Extracted entries:
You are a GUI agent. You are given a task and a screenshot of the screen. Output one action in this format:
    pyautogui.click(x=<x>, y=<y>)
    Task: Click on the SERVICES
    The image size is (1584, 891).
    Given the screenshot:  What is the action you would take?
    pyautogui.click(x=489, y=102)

Problem requirements: Repeat the records above exactly as they appear.

Written answer:
You are a GUI agent. You are given a task and a screenshot of the screen. Output one action in this format:
    pyautogui.click(x=<x>, y=<y>)
    Task: Click on the SERVICES
    The image size is (1584, 891).
    Given the screenshot:  What is the action you would take?
    pyautogui.click(x=489, y=102)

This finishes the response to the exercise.